World’s Largest Supermarket Rejects Lamb Mutilation

Posted by on August 9, 2011 | Permalink

Many Australian sheep will be spared from mutilation thanks to brand giant Tesco, which has announced that it will buy lamb meat only from farms that do not perform mulesing.

Mulesing is a barbaric procedure in which Australian farmers use gardening shears to carve chunks of skin and flesh from the lambs’ backsides in a crude attempt to create smoother skin that won’t collect moisture and attract flies. But the exposed, bloody wounds often attract flies before they heal, or they become infected. Many sheep who have undergone the mulesing mutilation still suffer slow, agonising deaths from flystrike. PETA and its affiliates have lobbied for the Australian wool industry to require all sheep farmers to control flystrike with humane methods – such as breeding for a bare breech, spray-washing and more frequent monitoring of sheep – that are already being used by some farmers.

A mulesed lamb photo © Patty Mark - alv.org.au

A mulesed lamb photo © Patty Mark – alv.org.au

To thank Tesco for helping to end this cruel practice, PETA has sent them a vegan cake emblazoned with the image of a sheep. You can be a flock star by urging the Australian government to outlaw mulesing today.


Every entry is to be restated exactly; pictures are not part of the copy.
----- INPUT FOR THIS TASK -----
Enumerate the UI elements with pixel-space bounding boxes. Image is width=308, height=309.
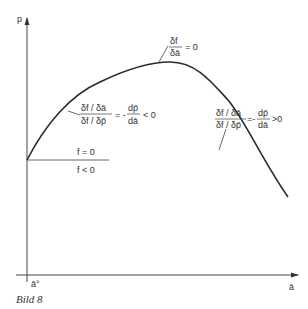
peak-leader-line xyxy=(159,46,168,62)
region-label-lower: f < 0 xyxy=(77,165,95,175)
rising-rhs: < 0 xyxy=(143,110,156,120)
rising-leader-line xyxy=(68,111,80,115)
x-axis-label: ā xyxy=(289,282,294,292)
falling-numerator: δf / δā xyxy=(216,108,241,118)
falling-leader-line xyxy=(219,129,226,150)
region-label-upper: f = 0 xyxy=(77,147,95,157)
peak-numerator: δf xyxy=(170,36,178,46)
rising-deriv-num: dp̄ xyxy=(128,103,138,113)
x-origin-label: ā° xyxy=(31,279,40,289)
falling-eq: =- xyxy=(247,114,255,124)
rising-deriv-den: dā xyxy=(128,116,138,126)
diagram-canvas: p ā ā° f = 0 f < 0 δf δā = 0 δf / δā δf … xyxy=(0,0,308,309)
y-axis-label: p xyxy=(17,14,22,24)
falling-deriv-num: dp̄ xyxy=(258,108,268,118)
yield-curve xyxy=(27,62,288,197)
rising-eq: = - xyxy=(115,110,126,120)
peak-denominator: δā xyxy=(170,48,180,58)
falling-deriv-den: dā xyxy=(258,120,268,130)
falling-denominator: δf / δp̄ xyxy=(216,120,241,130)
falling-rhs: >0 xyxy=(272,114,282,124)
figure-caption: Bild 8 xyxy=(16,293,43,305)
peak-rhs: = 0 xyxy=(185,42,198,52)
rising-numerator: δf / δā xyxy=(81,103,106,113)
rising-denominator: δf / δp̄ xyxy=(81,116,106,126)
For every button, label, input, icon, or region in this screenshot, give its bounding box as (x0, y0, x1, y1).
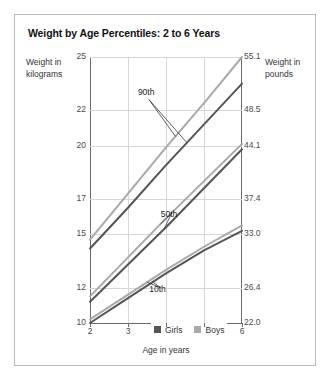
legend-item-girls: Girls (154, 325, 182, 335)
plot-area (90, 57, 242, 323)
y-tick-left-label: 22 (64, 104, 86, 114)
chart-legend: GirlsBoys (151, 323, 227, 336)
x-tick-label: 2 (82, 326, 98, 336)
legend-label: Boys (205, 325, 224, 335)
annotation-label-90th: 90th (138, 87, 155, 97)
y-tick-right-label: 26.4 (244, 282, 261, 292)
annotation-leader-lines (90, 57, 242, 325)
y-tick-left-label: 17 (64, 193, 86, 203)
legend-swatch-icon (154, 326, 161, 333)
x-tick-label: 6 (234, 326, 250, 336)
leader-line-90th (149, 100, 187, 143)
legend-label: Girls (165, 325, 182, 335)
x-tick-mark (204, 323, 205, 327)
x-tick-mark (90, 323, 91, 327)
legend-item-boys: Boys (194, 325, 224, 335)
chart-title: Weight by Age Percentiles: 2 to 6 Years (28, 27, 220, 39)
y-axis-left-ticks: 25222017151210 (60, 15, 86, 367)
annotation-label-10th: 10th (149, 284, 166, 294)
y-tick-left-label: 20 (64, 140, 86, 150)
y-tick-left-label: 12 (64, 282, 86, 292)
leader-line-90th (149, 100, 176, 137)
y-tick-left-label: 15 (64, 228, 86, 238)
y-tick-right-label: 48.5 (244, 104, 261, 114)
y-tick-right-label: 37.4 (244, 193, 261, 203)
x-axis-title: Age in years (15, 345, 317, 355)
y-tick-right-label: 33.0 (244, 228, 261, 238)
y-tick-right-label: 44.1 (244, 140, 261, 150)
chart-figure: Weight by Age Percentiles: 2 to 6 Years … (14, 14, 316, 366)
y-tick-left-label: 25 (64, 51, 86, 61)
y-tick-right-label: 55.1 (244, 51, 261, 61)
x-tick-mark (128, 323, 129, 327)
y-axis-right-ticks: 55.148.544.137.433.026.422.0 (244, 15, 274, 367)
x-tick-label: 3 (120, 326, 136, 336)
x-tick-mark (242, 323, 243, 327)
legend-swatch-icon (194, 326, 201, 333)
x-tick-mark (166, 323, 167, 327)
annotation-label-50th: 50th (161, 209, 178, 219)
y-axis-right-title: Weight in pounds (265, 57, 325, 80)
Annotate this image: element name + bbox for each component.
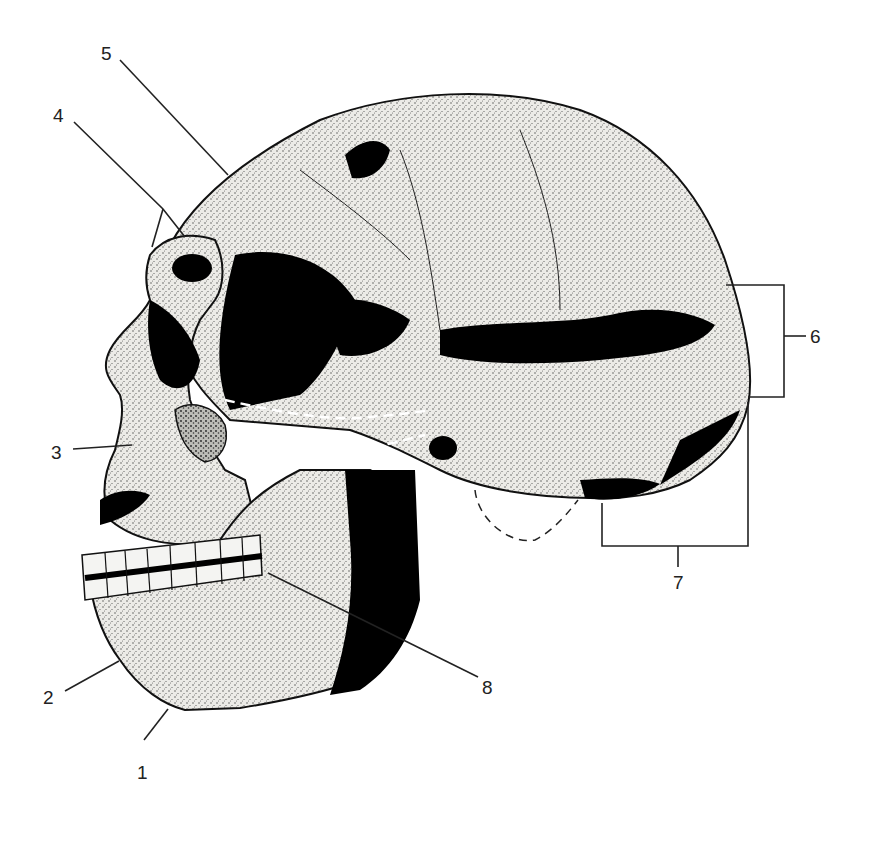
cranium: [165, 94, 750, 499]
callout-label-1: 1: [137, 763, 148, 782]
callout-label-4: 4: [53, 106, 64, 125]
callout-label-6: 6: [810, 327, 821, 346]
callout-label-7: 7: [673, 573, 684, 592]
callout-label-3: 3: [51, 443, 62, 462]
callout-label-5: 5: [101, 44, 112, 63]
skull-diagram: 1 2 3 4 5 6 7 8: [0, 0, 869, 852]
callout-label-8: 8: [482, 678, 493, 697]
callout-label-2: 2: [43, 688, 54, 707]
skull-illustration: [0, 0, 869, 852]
-----
WRITTEN REPLY:
Enumerate the UI elements with pixel-space bounding boxes. Image is width=308, height=309.
peak-leader-line xyxy=(159,46,168,62)
region-label-lower: f < 0 xyxy=(77,165,95,175)
rising-rhs: < 0 xyxy=(143,110,156,120)
rising-leader-line xyxy=(68,111,80,115)
x-axis-label: ā xyxy=(289,282,294,292)
falling-numerator: δf / δā xyxy=(216,108,241,118)
falling-leader-line xyxy=(219,129,226,150)
region-label-upper: f = 0 xyxy=(77,147,95,157)
peak-numerator: δf xyxy=(170,36,178,46)
rising-deriv-num: dp̄ xyxy=(128,103,138,113)
x-origin-label: ā° xyxy=(31,279,40,289)
falling-eq: =- xyxy=(247,114,255,124)
rising-deriv-den: dā xyxy=(128,116,138,126)
diagram-canvas: p ā ā° f = 0 f < 0 δf δā = 0 δf / δā δf … xyxy=(0,0,308,309)
y-axis-label: p xyxy=(17,14,22,24)
falling-deriv-num: dp̄ xyxy=(258,108,268,118)
yield-curve xyxy=(27,62,288,197)
rising-eq: = - xyxy=(115,110,126,120)
peak-denominator: δā xyxy=(170,48,180,58)
falling-deriv-den: dā xyxy=(258,120,268,130)
falling-denominator: δf / δp̄ xyxy=(216,120,241,130)
falling-rhs: >0 xyxy=(272,114,282,124)
figure-caption: Bild 8 xyxy=(16,293,43,305)
peak-rhs: = 0 xyxy=(185,42,198,52)
rising-numerator: δf / δā xyxy=(81,103,106,113)
rising-denominator: δf / δp̄ xyxy=(81,116,106,126)
For every button, label, input, icon, or region in this screenshot, give its bounding box as (x0, y0, x1, y1).
legend-item-girls: Girls (154, 325, 182, 335)
plot-area (90, 57, 242, 323)
y-tick-left-label: 22 (64, 104, 86, 114)
chart-legend: GirlsBoys (151, 323, 227, 336)
x-tick-label: 2 (82, 326, 98, 336)
legend-label: Boys (205, 325, 224, 335)
annotation-label-90th: 90th (138, 87, 155, 97)
y-tick-right-label: 26.4 (244, 282, 261, 292)
annotation-leader-lines (90, 57, 242, 325)
y-tick-left-label: 17 (64, 193, 86, 203)
legend-swatch-icon (154, 326, 161, 333)
x-tick-label: 6 (234, 326, 250, 336)
leader-line-90th (149, 100, 187, 143)
legend-label: Girls (165, 325, 182, 335)
x-tick-mark (204, 323, 205, 327)
x-tick-mark (90, 323, 91, 327)
legend-item-boys: Boys (194, 325, 224, 335)
chart-title: Weight by Age Percentiles: 2 to 6 Years (28, 27, 220, 39)
y-axis-left-ticks: 25222017151210 (60, 15, 86, 367)
annotation-label-10th: 10th (149, 284, 166, 294)
y-tick-left-label: 20 (64, 140, 86, 150)
y-tick-left-label: 12 (64, 282, 86, 292)
leader-line-90th (149, 100, 176, 137)
y-tick-left-label: 15 (64, 228, 86, 238)
y-tick-right-label: 48.5 (244, 104, 261, 114)
y-tick-right-label: 37.4 (244, 193, 261, 203)
x-axis-title: Age in years (15, 345, 317, 355)
y-tick-right-label: 33.0 (244, 228, 261, 238)
y-tick-right-label: 44.1 (244, 140, 261, 150)
chart-figure: Weight by Age Percentiles: 2 to 6 Years … (14, 14, 316, 366)
y-tick-left-label: 25 (64, 51, 86, 61)
y-tick-right-label: 55.1 (244, 51, 261, 61)
x-tick-mark (128, 323, 129, 327)
y-axis-right-ticks: 55.148.544.137.433.026.422.0 (244, 15, 274, 367)
x-tick-label: 3 (120, 326, 136, 336)
x-tick-mark (242, 323, 243, 327)
legend-swatch-icon (194, 326, 201, 333)
x-tick-mark (166, 323, 167, 327)
annotation-label-50th: 50th (161, 209, 178, 219)
y-axis-right-title: Weight in pounds (265, 57, 325, 80)
Annotate this image: element name + bbox for each component.
cranium: [165, 94, 750, 499]
callout-label-1: 1: [137, 763, 148, 782]
callout-label-4: 4: [53, 106, 64, 125]
callout-label-6: 6: [810, 327, 821, 346]
callout-label-7: 7: [673, 573, 684, 592]
callout-label-3: 3: [51, 443, 62, 462]
callout-label-5: 5: [101, 44, 112, 63]
skull-diagram: 1 2 3 4 5 6 7 8: [0, 0, 869, 852]
callout-label-8: 8: [482, 678, 493, 697]
callout-label-2: 2: [43, 688, 54, 707]
skull-illustration: [0, 0, 869, 852]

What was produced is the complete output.